In the meantime the surgeon, having hastened into the hall atBoldwood's, found it in darkness and quite deserted. He went on tothe back of the house, where he discovered in the kitchen an old man,of whom he made inquiries.
"She's had him took away to her own house, sir," said his informant.
"Who has?" said the doctor.
"Mrs. Troy. 'A was quite dead, sir."
This was astonishing information. "She had no right to do that,"said the doctor. "There will have to be an inquest, and she shouldhave waited to know what to do."
"Yes, sir; it was hinted to her that she had better wait till the lawwas known. But she said law was nothing to her, and she wouldn't lether dear husband's corpse bide neglected for folks to stare at forall the crowners in England."
Mr. Aldritch drove at once back again up the hill to Bathsheba's.The first person he met was poor Liddy, who seemed literally to havedwindled smaller in these few latter hours. "What has been done?" hesaid.
"I don't know, sir," said Liddy, with suspended breath. "My mistresshas done it all."
"Where is she?"
"Upstairs with him, sir. When he was brought home and takenupstairs, she said she wanted no further help from the men. And thenshe called me, and made me fill the bath, and after that told me Ihad better go and lie down because I looked so ill. Then she lockedherself into the room alone with him, and would not let a nurse comein, or anybody at all. But I thought I'd wait in the next room incase she should want me. I heard her moving about inside for morethan an hour, but she only came out once, and that was for morecandles, because hers had burnt down into the socket. She said wewere to let her know when you or Mr. Thirdly came, sir."
Oak entered with the parson at this moment, and they all wentupstairs together, preceded by Liddy Smallbury. Everything wassilent as the grave when they paused on the landing. Liddy knocked,and Bathsheba's dress was heard rustling across the room: the keyturned in the lock, and she opened the door. Her looks were calm andnearly rigid, like a slightly animated bust of Melpomene.
"Oh, Mr. Aldritch, you have come at last," she murmured from her lipsmerely, and threw back the door. "Ah, and Mr. Thirdly. Well, all isdone, and anybody in the world may see him now." She then passed byhim, crossed the landing, and entered another room.

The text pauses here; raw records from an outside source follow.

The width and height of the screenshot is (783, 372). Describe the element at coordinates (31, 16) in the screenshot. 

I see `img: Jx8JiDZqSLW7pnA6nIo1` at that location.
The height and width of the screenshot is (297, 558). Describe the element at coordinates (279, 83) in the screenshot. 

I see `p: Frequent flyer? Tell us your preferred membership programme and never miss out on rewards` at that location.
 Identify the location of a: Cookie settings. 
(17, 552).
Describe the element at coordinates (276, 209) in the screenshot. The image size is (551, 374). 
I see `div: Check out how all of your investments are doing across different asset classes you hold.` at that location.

Looking into the chamber of death she had vacated they saw by thelight of the candles which were on the drawers a tall straightshape lying at the further end of the bedroom, wrapped in white.Everything around was quite orderly. The doctor went in, and after afew minutes returned to the landing again, where Oak and the parsonstill waited.

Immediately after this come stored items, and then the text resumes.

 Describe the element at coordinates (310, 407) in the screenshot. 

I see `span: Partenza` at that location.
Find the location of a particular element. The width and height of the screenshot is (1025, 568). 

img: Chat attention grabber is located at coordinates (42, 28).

"It is all done, indeed, as she says," remarked Mr. Aldritch, in asubdued voice. "The body has been undressed and properly laid out ingrave clothes. Gracious Heaven--this mere girl! She must have thenerve of a stoic!"
"The heart of a wife merely," floated in a whisper about the earsof the three, and turning they saw Bathsheba in the midst of them.Then, as if at that instant to prove that her fortitude had beenmore of will than of spontaneity, she silently sank down betweenthem and was a shapeless heap of drapery on the floor. The simpleconsciousness that superhuman strain was no longer required had atonce put a period to her power to continue it.
They took her away into a further room, and the medical attendancewhich had been useless in Troy's case was invaluable in Bathsheba's,who fell into a series of fainting-fits that had a serious aspectfor a time. The sufferer was got to bed, and Oak, finding from thebulletins that nothing really dreadful was to be apprehended on herscore, left the house. Liddy kept watch in Bathsheba's chamber,where she heard her mistress, moaning in whispers through the dullslow hours of that wretched night: "Oh it is my fault--how can Ilive! O Heaven, how can I live!"